On 10/30/2012 12:51 PM, Bruno Marchal wrote:

On 30 Oct 2012, at 17:04, meekerdb wrote:

On 10/30/2012 4:30 AM, Bruno Marchal wrote:

My argument is that concepts of truth and provability of theorems apply only to the concepts of numbers and their constructions, not to numbers themselves.

Truth applies to proposition, or sentences representing them for some machine/numbers. If not, comp does not even makes sense.

So your are agreeing? "Two" has no truth value, but "Two equals one plus one." does.

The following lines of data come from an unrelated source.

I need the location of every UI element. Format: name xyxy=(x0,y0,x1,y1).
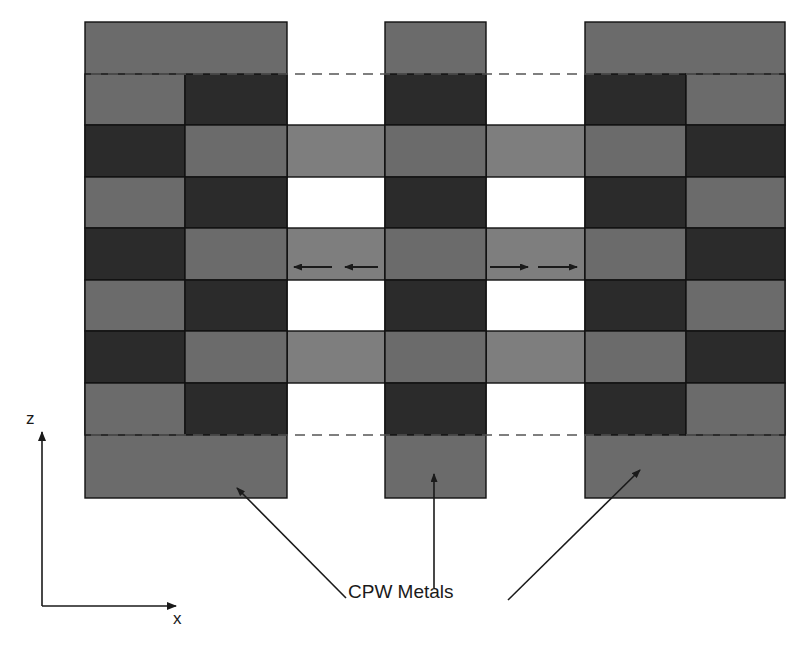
right-metal-outer-cell xyxy=(686,177,785,228)
center-metal-cell xyxy=(385,177,486,228)
right-metal-outer-cell xyxy=(686,228,785,280)
center-metal-cell xyxy=(385,74,486,125)
left-metal-outer-cell xyxy=(85,331,185,383)
left-metal-outer-cell xyxy=(85,228,185,280)
right-metal-inner-cell xyxy=(585,228,686,280)
connector-strip-left xyxy=(287,331,385,383)
left-metal-inner-cell xyxy=(185,280,287,331)
center-metal-cell xyxy=(385,280,486,331)
right-metal-inner-cell xyxy=(585,280,686,331)
left-metal-inner-cell xyxy=(185,177,287,228)
right-metal-inner-cell xyxy=(585,177,686,228)
right-metal-outer-cell xyxy=(686,125,785,177)
pointer-arrow-left-metal-icon xyxy=(237,488,346,598)
center-metal-cell xyxy=(385,125,486,177)
connector-strip-right xyxy=(486,228,585,280)
right-metal-outer-cell xyxy=(686,383,785,435)
left-metal-outer-cell xyxy=(85,383,185,435)
right-metal-outer-cell xyxy=(686,280,785,331)
pointer-arrow-right-metal-icon xyxy=(508,470,640,600)
center-metal-cell xyxy=(385,228,486,280)
left-metal-inner-cell xyxy=(185,383,287,435)
cpw-metals-label: CPW Metals xyxy=(348,581,454,603)
left-metal-outer-cell xyxy=(85,177,185,228)
right-metal-inner-cell xyxy=(585,125,686,177)
right-metal-outer-cell xyxy=(686,74,785,125)
right-metal-outer-cell xyxy=(686,331,785,383)
connector-strip-right xyxy=(486,125,585,177)
center-metal-cell xyxy=(385,331,486,383)
connector-strip-left xyxy=(287,228,385,280)
right-metal-inner-cell xyxy=(585,331,686,383)
right-metal-inner-cell xyxy=(585,74,686,125)
connector-strip-left xyxy=(287,125,385,177)
connector-strip-right xyxy=(486,331,585,383)
left-metal-outer-cell xyxy=(85,125,185,177)
x-axis-label: x xyxy=(173,609,182,629)
cpw-diagram xyxy=(0,0,800,646)
left-metal-outer-cell xyxy=(85,280,185,331)
z-axis-label: z xyxy=(26,409,35,429)
left-metal-inner-cell xyxy=(185,228,287,280)
right-metal-inner-cell xyxy=(585,383,686,435)
left-metal-inner-cell xyxy=(185,125,287,177)
center-metal-cell xyxy=(385,383,486,435)
left-metal-outer-cell xyxy=(85,74,185,125)
cpw-structure xyxy=(85,22,785,498)
left-metal-inner-cell xyxy=(185,331,287,383)
left-metal-inner-cell xyxy=(185,74,287,125)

Yes I agree. It seems I insisted on this a lot.
But in this context, it seems that Stephen was using this to assert that the truth of, say "Two equals one plus one." depend on some numbers or subject having to discover it, or prove it.

Bruno

http://iridia.ulb.ac.be/~marchal/


Dear Bruno,

My point is that a number is not a capable of being an ontological primitive

Then I can stop reading as you need to assume the numbers (or anything Turing equivalent) to get them.

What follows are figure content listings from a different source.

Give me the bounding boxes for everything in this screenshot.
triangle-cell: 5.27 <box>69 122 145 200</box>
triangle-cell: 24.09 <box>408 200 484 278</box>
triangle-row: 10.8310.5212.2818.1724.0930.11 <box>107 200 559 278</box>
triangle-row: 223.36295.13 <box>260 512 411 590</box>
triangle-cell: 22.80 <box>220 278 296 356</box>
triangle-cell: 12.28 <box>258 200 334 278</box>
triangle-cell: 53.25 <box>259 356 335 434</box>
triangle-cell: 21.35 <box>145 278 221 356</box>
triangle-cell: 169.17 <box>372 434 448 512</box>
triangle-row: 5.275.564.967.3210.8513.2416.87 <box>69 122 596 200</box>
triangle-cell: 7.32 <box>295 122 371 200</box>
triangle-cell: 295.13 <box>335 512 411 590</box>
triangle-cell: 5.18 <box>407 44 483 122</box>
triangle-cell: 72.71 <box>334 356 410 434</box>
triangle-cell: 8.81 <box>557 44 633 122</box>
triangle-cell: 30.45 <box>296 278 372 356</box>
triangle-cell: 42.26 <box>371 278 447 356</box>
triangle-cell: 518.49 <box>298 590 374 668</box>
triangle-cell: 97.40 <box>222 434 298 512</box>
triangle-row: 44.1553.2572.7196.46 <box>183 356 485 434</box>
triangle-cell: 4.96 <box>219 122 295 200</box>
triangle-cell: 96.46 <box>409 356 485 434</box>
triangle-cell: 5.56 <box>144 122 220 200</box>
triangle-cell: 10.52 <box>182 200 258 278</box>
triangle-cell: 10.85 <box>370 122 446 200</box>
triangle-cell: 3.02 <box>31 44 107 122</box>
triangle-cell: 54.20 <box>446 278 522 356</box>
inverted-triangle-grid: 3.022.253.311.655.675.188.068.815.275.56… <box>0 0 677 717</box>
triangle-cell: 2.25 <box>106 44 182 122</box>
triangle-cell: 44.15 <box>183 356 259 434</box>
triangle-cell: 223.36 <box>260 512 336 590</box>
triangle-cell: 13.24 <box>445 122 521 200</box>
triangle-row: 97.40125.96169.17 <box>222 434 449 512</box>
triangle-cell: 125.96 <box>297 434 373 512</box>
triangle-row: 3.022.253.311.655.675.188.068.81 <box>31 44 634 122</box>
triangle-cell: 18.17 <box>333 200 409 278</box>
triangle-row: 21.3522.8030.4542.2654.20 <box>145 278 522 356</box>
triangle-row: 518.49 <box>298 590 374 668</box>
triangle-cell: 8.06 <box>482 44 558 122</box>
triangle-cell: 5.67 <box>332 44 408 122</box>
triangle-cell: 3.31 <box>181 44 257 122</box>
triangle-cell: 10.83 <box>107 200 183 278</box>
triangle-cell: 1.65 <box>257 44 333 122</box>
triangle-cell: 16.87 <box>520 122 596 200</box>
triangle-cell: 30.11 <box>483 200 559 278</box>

*and* having some particular set of values and meanings.

I just assume

x + 0 = x
x + s(y) = s(x + y)

 x *0 = 0
 x*s(y) = x*y + x

And hope you understand.






A statement, such as 2 = 1+1 or two equals one plus one, are said truthfully to have the same meaning because there are multiple and separable entities that can have the agreement on the truth value. In the absence of the ability to judge a statement independently of any particular entity capable of "understanding" the statement, there is no meaning to the concept that the statement is true or false. To insist that a statement has a meaning and is true (or false) in an ontological condition where no entities capable of judging the meaning, begs the question of meaningfulness! You are taking for granted some things that your arguments disallow.

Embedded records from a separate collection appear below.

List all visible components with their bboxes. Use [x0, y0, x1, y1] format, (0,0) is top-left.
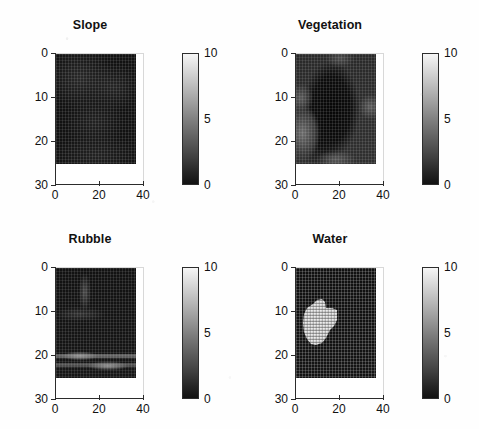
xticklabel-vegetation-0: 0 [292, 188, 299, 202]
colorbar-label-rubble-10: 10 [204, 260, 217, 274]
xticklabel-water-0: 0 [292, 402, 299, 416]
xticklabel-rubble-0: 0 [52, 402, 59, 416]
axes-slope [55, 53, 144, 185]
colorbar-label-water-10: 10 [444, 260, 457, 274]
image-rubble [56, 268, 136, 378]
raster-grid-overlay-water [296, 268, 376, 378]
yticklabel-water-20: 20 [262, 348, 288, 362]
colorbar-label-rubble-0: 0 [204, 392, 211, 406]
yticklabel-slope-0: 0 [22, 46, 48, 60]
xticklabel-rubble-20: 20 [92, 402, 105, 416]
yticklabel-rubble-20: 20 [22, 348, 48, 362]
raster-texture-vegetation [296, 54, 376, 164]
ytick-slope-0 [51, 53, 56, 54]
ytick-vegetation-10 [291, 97, 296, 98]
yticklabel-slope-10: 10 [22, 90, 48, 104]
xtick-slope-20 [99, 181, 100, 186]
ytick-rubble-20 [51, 355, 56, 356]
colorbar-label-vegetation-5: 5 [444, 112, 451, 126]
yticklabel-vegetation-0: 0 [262, 46, 288, 60]
yticklabel-vegetation-20: 20 [262, 134, 288, 148]
yticklabel-water-0: 0 [262, 260, 288, 274]
colorbar-label-rubble-5: 5 [204, 326, 211, 340]
yticklabel-vegetation-10: 10 [262, 90, 288, 104]
yticklabel-slope-30: 30 [22, 178, 48, 192]
xticklabel-water-20: 20 [332, 402, 345, 416]
panel-title-rubble: Rubble [10, 232, 170, 246]
panel-rubble: Rubble 0 20 40 0 10 20 30 10 5 0 [0, 232, 240, 428]
panel-title-vegetation: Vegetation [250, 18, 410, 32]
xticklabel-rubble-40: 40 [136, 402, 149, 416]
raster-texture-rubble [56, 268, 136, 378]
ytick-water-0 [291, 267, 296, 268]
yticklabel-water-10: 10 [262, 304, 288, 318]
ytick-vegetation-20 [291, 141, 296, 142]
yticklabel-rubble-10: 10 [22, 304, 48, 318]
axes-vegetation [295, 53, 384, 185]
image-slope [56, 54, 136, 164]
xtick-vegetation-20 [339, 181, 340, 186]
xtick-slope-40 [143, 181, 144, 186]
axes-rubble [55, 267, 144, 399]
colorbar-label-slope-5: 5 [204, 112, 211, 126]
ytick-rubble-0 [51, 267, 56, 268]
yticklabel-vegetation-30: 30 [262, 178, 288, 192]
panel-title-water: Water [250, 232, 410, 246]
colorbar-water [422, 267, 439, 399]
colorbar-label-water-5: 5 [444, 326, 451, 340]
xticklabel-slope-40: 40 [136, 188, 149, 202]
ytick-slope-10 [51, 97, 56, 98]
xticklabel-vegetation-40: 40 [376, 188, 389, 202]
ytick-slope-30 [51, 185, 56, 186]
figure-canvas: Slope 0 20 40 0 10 20 30 10 5 0 Vegetati… [0, 0, 479, 429]
xticklabel-water-40: 40 [376, 402, 389, 416]
ytick-water-30 [291, 399, 296, 400]
ytick-vegetation-0 [291, 53, 296, 54]
xticklabel-slope-20: 20 [92, 188, 105, 202]
xticklabel-vegetation-20: 20 [332, 188, 345, 202]
panel-water: Water [240, 232, 479, 428]
yticklabel-slope-20: 20 [22, 134, 48, 148]
panel-vegetation: Vegetation 0 20 40 0 10 20 30 10 5 0 [240, 18, 479, 214]
ytick-water-10 [291, 311, 296, 312]
axes-water [295, 267, 384, 399]
yticklabel-rubble-0: 0 [22, 260, 48, 274]
image-vegetation [296, 54, 376, 164]
image-water [296, 268, 376, 378]
colorbar-label-vegetation-10: 10 [444, 46, 457, 60]
raster-texture-slope [56, 54, 136, 164]
colorbar-vegetation [422, 53, 439, 185]
colorbar-rubble [182, 267, 199, 399]
panel-title-slope: Slope [10, 18, 170, 32]
xticklabel-slope-0: 0 [52, 188, 59, 202]
xtick-water-40 [383, 395, 384, 400]
xtick-rubble-40 [143, 395, 144, 400]
colorbar-label-water-0: 0 [444, 392, 451, 406]
ytick-slope-20 [51, 141, 56, 142]
yticklabel-rubble-30: 30 [22, 392, 48, 406]
ytick-rubble-10 [51, 311, 56, 312]
colorbar-label-slope-0: 0 [204, 178, 211, 192]
colorbar-label-slope-10: 10 [204, 46, 217, 60]
ytick-rubble-30 [51, 399, 56, 400]
colorbar-slope [182, 53, 199, 185]
yticklabel-water-30: 30 [262, 392, 288, 406]
colorbar-label-vegetation-0: 0 [444, 178, 451, 192]
panel-slope: Slope 0 20 40 0 10 20 30 10 5 0 [0, 18, 240, 214]
xtick-vegetation-40 [383, 181, 384, 186]
xtick-water-20 [339, 395, 340, 400]
ytick-vegetation-30 [291, 185, 296, 186]
ytick-water-20 [291, 355, 296, 356]
xtick-rubble-20 [99, 395, 100, 400]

Do you agree that during the five seconds just after the Big Bang (assuming that theory) there might not have been any possible observers. But then the Big Bang has no more sense.

I think Brent is right, and Quentin. You confuse 1+1=2 with human expression for pointing on that proposition. You obviously needs human to understand those " "1+1=2" ", but the content of "1+1=2" has simply no relation at all with the human, or with a physical universe.

I asked you some time ago if you agree with the use of the excluded middle in arithmetic. It asserts that for any arithmetical proposition P, even highly non computably verifiable, you can accept as new arithmetical truth the proposition asserting that P v ~P. Which intuitive meaning that the proposition is unambiguously either true, or false, despite you have no idea if it is P or ~P which is the true one. To accept this means that you accept that such truth are independent of the means to prove or verify them.

Even intuitionist (who are sort of mathematical solipsist) accept, for P arithmetical, the proposition ~ ~ (P v ~P), which makes them already realist in the sense used in comp.